What Is the Difference Between Lawsuit Loans and Settlement Advances?

"Lawsuit loan" and "settlement advance" are often used interchangeably, but they describe different products. The key distinction is recourse: a loan must be repaid regardless of outcome; an advance is repaid only if the case succeeds.

"Lawsuit loan" is a commonly used colloquial term, but it is technically a misnomer for most pre-settlement funding products. A true loan must be repaid regardless of how the case resolves — the debt exists independently of the litigation outcome. A pre-settlement settlement advance is non-recourse: if the case is lost, the obligation disappears. This is a fundamental structural difference with significant implications for the plaintiff.

The distinction matters legally and financially. Recourse products — products where personal repayment is required regardless of outcome — are subject to usury regulations in most states, require credit underwriting, and create personal liability. Non-recourse advances are structured differently, often outside state usury frameworks, and are underwritten on the case merits rather than the plaintiff's personal creditworthiness.
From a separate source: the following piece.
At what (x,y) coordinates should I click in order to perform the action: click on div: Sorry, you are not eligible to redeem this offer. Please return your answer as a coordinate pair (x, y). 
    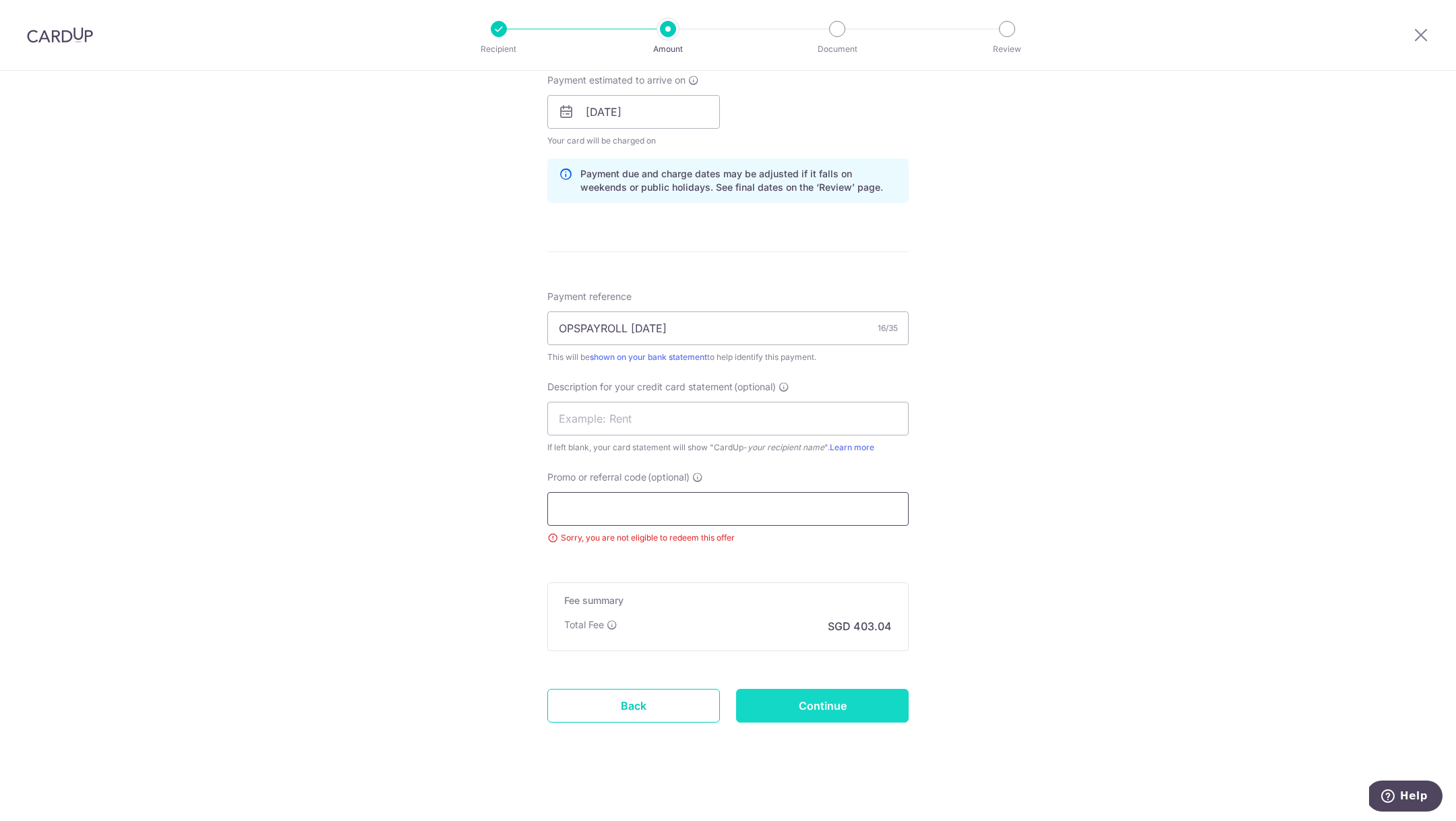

Some funders do offer recourse products — actual loans secured by a legal claim — particularly for post-settlement funding or for plaintiffs who do not qualify for non-recourse advances. These are legitimate products but carry different risks: if the case takes an unexpected turn, the debt remains. Make sure you understand which product you are being offered before signing any agreement.

When evaluating any funding company, ask explicitly: "Is this product non-recourse? If my case is dismissed with no recovery, do I owe anything?" A legitimate non-recourse funder will confirm clearly that no repayment is owed in a loss scenario. Get this in writing in the funding agreement.